Fury on Earth: A Biography of Wilhelm Reich

(Jacob Rumans) #1

to Lucerne showing Elsa and Eva dancing, both nude to the waist^27.
At Lucerne the “family” continued to camp out, now by the lake near where the
Congress was held. This, too, led to stories. In discussing those days with Dr. Eissler, Reich
mentioned that he didn’t like hotels, and, besides, it would have been difficult for him to live
in one with Elsa since they were not married. Reich went on to say that he lived with Elsa
in a tent at Lake Lucerne. He also had a camping knife with him. Out of these facts the high-
ly distorted rumor later circulated that he had been psychotic, wore a dagger, and lived in a
tent in the lobby of a hotel^28.
People interpreted the story as further evidence of how far Reich had gone astray.
Grete Bibring, his student friend, saw it as another sign of his sinking into psychosis. Eissler,
who assigned the diagnosis of psychopathic rather than psychotic to Reich, used the story
to show how wantonly provocative Reich could be, considering how conservative the Swiss
were at that time^29. And various interviewees referred to Elsa as “Reich’s concubine” or
“Reich’s dancer,” much as one might speak of a kind of prostitute.
Whatever the interpretation, Reich’s relationship with Elsa in general and his
appearance with her at Lucerne in particular fanned the outrage against him. There were sci-
entific and political differences between Reich and many analysts, but there were also
intensely personal reasons for other analysts to resent him. For him to appear with Elsa,
when Annie was also attending the Congress, exacerbated the family quarrel aspect of the
whole imbroglio. Many analysts who were Annie’s good friends as well as Reich’s took her
side in the dispute. By all accounts, they regarded her as a very kind, gentle, intelligent per-
son, much abused by Reich. She advanced no controversial theories, she was not an embar-
rassment to them, and, as they saw it, she was the injured party.
All ofthis was conveyed rather than explicitly stated in interviews. Most partici-
pants intellectually held an “enlightened viewpoint”:one did not blame a husband or wife
for having affairs, or for leaving a marriage. Analysts did have affairs and did divorce, with-
out a cause celèbre.But somehow Reich was different. From his viewpoint, he was more open;
from theirs, he was provocative and indiscreet. Everything Reich did had a quality of being
underlined,a kind ofglamour and dash ifone liked it, a note of wanton provocation if one
didn’t. He was not just a Communist, he was a militant one; he was not just a psychoanalyst,
he claimed to be thecontinuer of the vital tradition within psychoanalysis; he did not dis-
creetly have an affair, he openly avowed his love. Nor would he curb his freedom even if the
Swiss—or the analysts—did not like his living with a woman not his legal wife in a tent by
the lake.
From today’s viewpoint it is easy to forget how conservative the average middle
class was in the 1930s in Europe—and America. Even in Denmark, supposedly one of the
centers of sexual permissiveness, the atmosphere then was quite puritanical. Sexual relations
were fully appropriate only within marriage; maybe, it was not so terrible if an engaged cou-
ple had intercourse. But the taboos against open discussion of sexuality and open relation-
ships outside marriage were very strong. And it is worth underscoring that the analytic com-
munity as a groupwas not so different in its outlook from society generally.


● Requirement:
Every line of the material below that contains the string "this" must appear in the answer.
══════════
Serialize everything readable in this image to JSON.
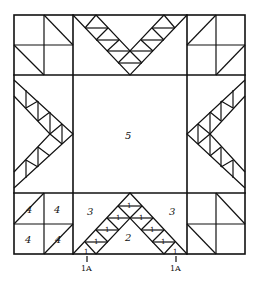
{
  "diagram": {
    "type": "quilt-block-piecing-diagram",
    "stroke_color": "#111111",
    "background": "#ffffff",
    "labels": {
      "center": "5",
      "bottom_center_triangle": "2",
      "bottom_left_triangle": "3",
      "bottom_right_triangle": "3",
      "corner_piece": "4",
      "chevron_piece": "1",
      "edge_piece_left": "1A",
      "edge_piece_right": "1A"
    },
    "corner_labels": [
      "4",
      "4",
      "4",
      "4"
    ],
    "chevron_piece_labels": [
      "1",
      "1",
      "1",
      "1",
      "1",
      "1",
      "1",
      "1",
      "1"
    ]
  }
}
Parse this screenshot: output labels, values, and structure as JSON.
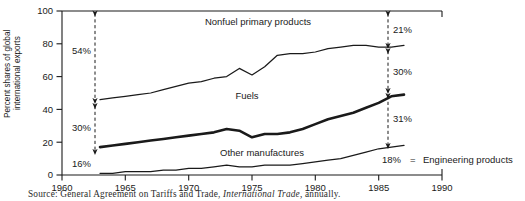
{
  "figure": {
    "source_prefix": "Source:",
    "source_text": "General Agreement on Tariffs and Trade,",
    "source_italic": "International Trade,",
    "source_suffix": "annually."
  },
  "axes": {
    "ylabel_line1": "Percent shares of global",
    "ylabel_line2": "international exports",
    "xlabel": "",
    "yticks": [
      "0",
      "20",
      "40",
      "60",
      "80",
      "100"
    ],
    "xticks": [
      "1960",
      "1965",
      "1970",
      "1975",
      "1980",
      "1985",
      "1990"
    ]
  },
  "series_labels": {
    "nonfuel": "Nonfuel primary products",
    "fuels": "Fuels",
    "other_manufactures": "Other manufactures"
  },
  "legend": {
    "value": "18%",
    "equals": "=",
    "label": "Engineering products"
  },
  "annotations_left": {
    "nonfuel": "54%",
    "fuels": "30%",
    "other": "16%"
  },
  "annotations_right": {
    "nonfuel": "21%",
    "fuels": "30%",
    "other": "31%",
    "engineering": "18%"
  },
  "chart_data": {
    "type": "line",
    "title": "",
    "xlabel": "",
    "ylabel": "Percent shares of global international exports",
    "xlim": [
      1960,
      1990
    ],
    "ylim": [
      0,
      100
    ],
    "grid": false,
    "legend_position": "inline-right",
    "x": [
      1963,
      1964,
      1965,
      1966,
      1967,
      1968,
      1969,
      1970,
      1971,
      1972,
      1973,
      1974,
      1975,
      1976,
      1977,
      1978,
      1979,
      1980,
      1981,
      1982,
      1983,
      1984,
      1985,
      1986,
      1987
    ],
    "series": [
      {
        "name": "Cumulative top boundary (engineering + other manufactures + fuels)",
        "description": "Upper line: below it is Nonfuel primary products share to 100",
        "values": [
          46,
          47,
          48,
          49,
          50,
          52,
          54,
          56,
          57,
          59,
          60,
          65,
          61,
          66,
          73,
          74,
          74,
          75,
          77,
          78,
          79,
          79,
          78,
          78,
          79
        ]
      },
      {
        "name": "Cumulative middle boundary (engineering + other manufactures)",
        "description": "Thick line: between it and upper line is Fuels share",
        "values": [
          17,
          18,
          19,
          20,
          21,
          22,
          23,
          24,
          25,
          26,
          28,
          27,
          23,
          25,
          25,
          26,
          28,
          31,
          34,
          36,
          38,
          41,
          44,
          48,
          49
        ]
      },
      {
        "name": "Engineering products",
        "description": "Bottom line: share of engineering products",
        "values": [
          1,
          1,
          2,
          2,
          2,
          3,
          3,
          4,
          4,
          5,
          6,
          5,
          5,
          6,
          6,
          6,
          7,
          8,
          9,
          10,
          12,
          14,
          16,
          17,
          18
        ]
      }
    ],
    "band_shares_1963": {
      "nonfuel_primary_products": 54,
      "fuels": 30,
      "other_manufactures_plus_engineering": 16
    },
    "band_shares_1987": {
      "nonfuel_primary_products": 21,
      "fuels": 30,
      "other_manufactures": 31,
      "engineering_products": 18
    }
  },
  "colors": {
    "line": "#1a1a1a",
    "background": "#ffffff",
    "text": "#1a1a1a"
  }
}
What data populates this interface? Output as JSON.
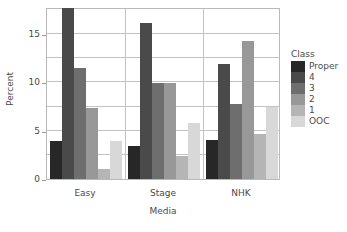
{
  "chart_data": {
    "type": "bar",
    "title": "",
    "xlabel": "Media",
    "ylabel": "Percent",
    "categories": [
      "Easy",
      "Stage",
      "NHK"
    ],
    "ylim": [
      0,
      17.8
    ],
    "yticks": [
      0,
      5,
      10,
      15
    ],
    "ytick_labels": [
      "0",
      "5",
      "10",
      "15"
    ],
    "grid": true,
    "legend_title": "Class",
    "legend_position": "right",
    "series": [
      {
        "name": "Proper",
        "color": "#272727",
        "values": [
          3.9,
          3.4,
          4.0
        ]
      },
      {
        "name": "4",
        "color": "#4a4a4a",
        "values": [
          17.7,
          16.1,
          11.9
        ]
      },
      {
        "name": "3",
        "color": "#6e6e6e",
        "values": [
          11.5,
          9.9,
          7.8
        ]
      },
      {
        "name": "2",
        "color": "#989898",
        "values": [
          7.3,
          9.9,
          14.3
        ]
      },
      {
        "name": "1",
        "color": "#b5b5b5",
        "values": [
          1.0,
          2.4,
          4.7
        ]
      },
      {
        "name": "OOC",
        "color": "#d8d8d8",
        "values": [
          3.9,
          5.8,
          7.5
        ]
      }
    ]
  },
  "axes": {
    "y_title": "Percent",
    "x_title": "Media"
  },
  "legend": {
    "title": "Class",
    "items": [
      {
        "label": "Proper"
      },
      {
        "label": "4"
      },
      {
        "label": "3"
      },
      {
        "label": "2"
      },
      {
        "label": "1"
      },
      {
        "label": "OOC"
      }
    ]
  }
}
══════════
● Exercise output:
Serialize everything readable in this image to JSON.
Parse this screenshot: output labels, values, and structure as JSON.
What data populates this interface? Output as JSON.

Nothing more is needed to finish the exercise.